3. Attachments Are Stored Indefinitely

Once an email is delivered, the attachment sits in both the sender's "Sent" folder and the recipient's inbox. It remains there until someone manually deletes it. In practice, most people never delete old emails. Your passport scan from five years ago is still sitting on Google's servers.

Even if you delete the email, it moves to Trash and stays for 30 days. And backups may retain it for much longer. You have no control over the retention policy of the recipient's email provider.

4. Forwarding Destroys Access Control

You send a contract to your lawyer. Your lawyer forwards it to a paralegal. The paralegal forwards it to an external consultant. Each forward creates another copy on another server. You have no visibility into who has accessed your file and no ability to revoke access.

Once you attach a file to an email, you lose all control over it. There is no "unshare" button. There is no download limit. There is no expiration date. The file propagates uncontrollably through the email system.

5. Email Accounts Get Compromised

Email accounts are among the most frequently targeted in cyberattacks. Phishing, credential stuffing and password reuse give attackers access to millions of accounts every year. When an account is breached, the attacker has access to every attachment ever sent or received.

A single compromised email account can expose years of sensitive documents: tax returns, ID scans, medical records, contracts and financial statements.

What About Encrypted Email (PGP/S/MIME)?

PGP and S/MIME provide true end-to-end encryption for email, including attachments. In theory, they solve the problem. In practice, they have failed to achieve widespread adoption after 30 years of availability.

ChallengeImpact
Key managementBoth sender and recipient must set up and exchange public keys before communicating
UsabilityMost people cannot configure PGP or S/MIME without technical assistance
Recipient burdenIf the recipient does not have PGP set up, you cannot send them an encrypted email
Mobile supportLimited and inconsistent across email apps
Key rotationOld keys expire or get compromised, breaking access to historical messages

PGP is technically sound but practically unusable for most people. It requires both parties to participate, which makes it impractical for ad-hoc file sharing.
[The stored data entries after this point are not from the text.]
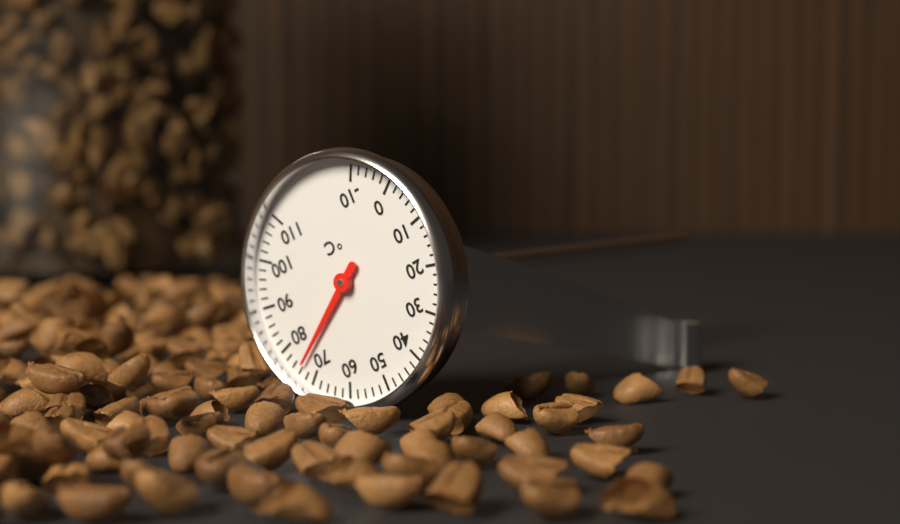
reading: 74 °C
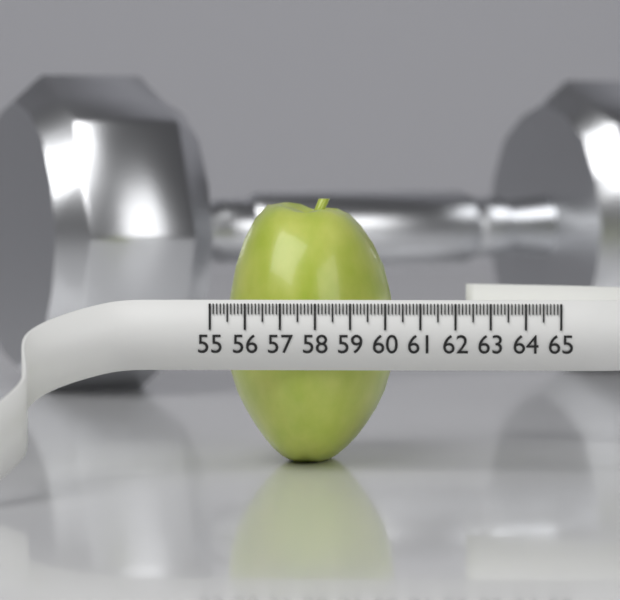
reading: 60.0 (no unit)
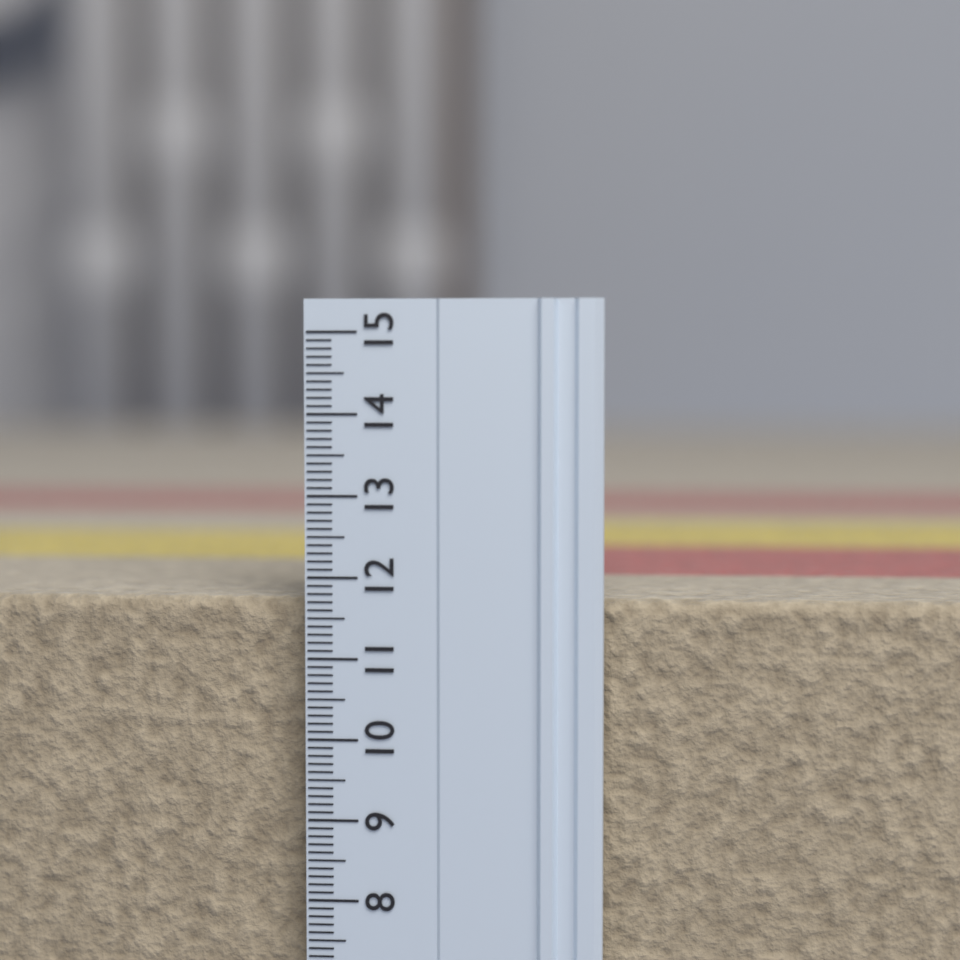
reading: 11.7 (no unit)
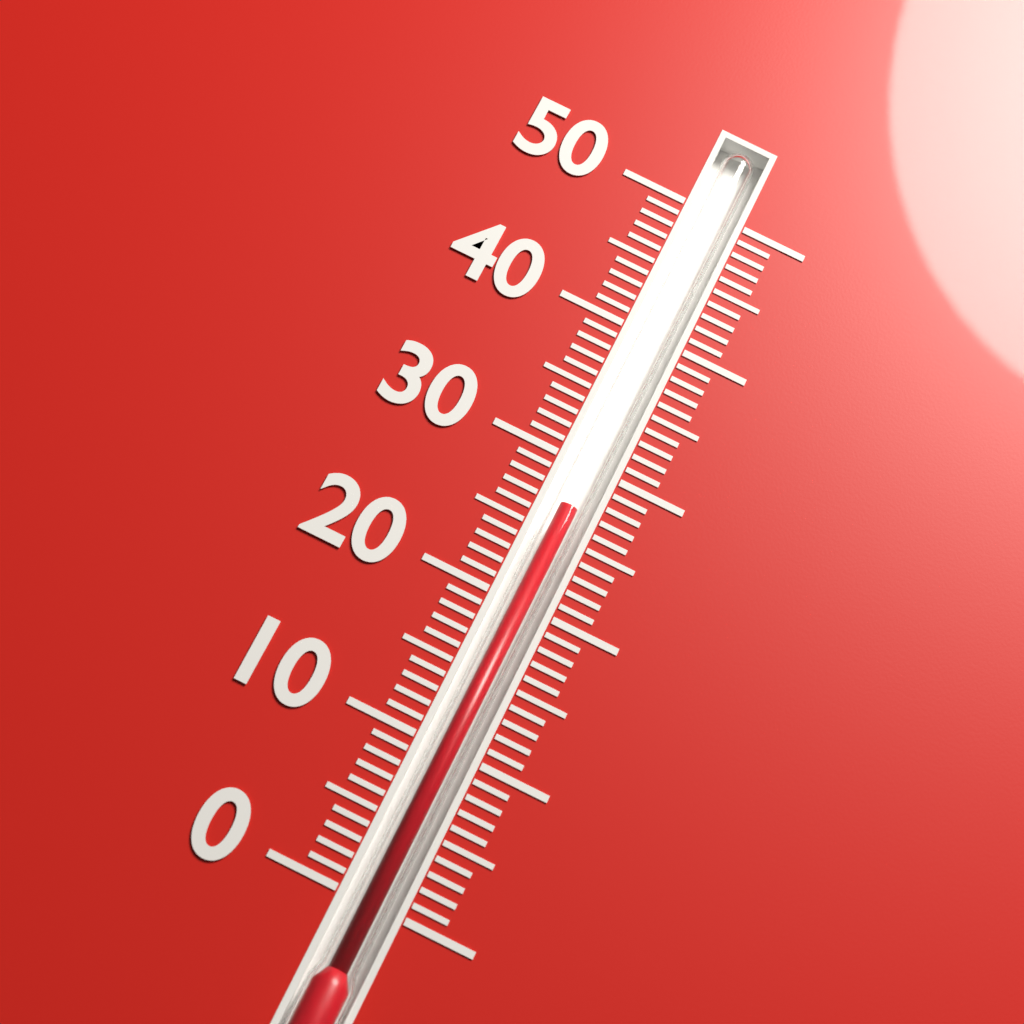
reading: 27 (no unit)
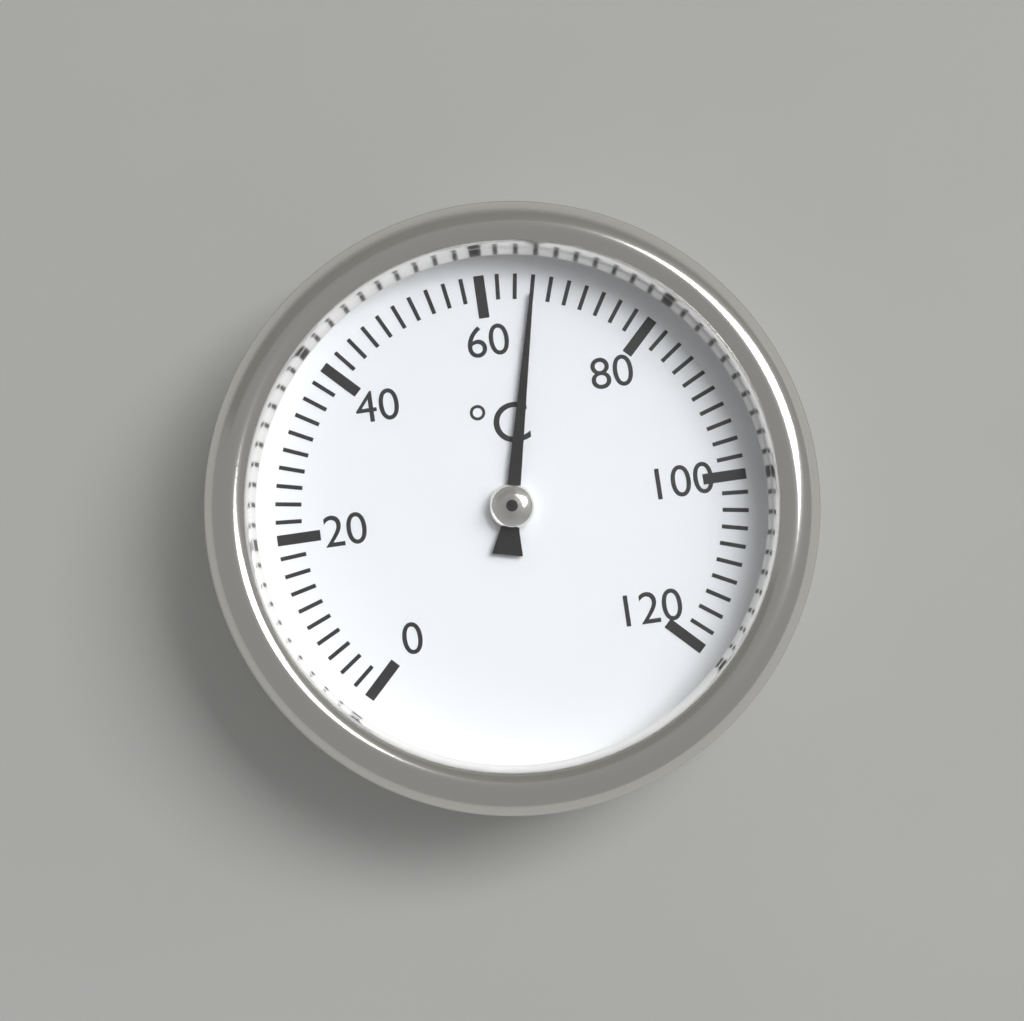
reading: 66 °C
A Better Approach: Link-Based Encrypted Sharing

Instead of attaching files to email, a more secure workflow is:

You still use email to send the link, but the email no longer contains the sensitive file. Even if the email is intercepted or the provider reads it, they only see a URL. The decryption key in the URL fragment is never sent to any server.

This is how SecureSend works in UnveilPass. The file is encrypted client-side with AES-256-GCM. The key lives in the URL fragment. TTL ranges from 15 minutes to 7 days. Single-use download ensures the file is deleted after one retrieval. The recipient does not need an account.

Practical Migration: Replacing Attachments

Instead of: "Here's the signed contract" + PDF attachment

Do this: encrypt the PDF, set a 24-hour TTL, send the link in the email body. The recipient clicks the link and downloads the decrypted file. After 24 hours, the encrypted data is deleted from the server.

Instead of: "Please find my ID scan attached"

Do this: encrypt the scan, enable single-use download, send the link. The recipient downloads it once. The encrypted data is immediately deleted. No copies remain on any server.

Instead of: "Attached are three invoices"

Do this: select all three files. They are automatically compressed into an encrypted ZIP. Send one link. The recipient downloads and decrypts all three files at once.

What You Gain

The Bottom Line

Email was never designed for secure file sharing. Attachments travel through servers in plaintext, get stored indefinitely, can be forwarded without control and are scanned by providers. These are not bugs — they are fundamental properties of the SMTP protocol.

For sensitive documents, replacing email attachments with encrypted links is a straightforward improvement that eliminates multiple categories of risk. The file never travels in plaintext, expires automatically and cannot be read by any server along the way.

Try SecureSend — Free Encrypted File Sharing

Send files with end-to-end encryption. The server never sees your data. No account required to receive.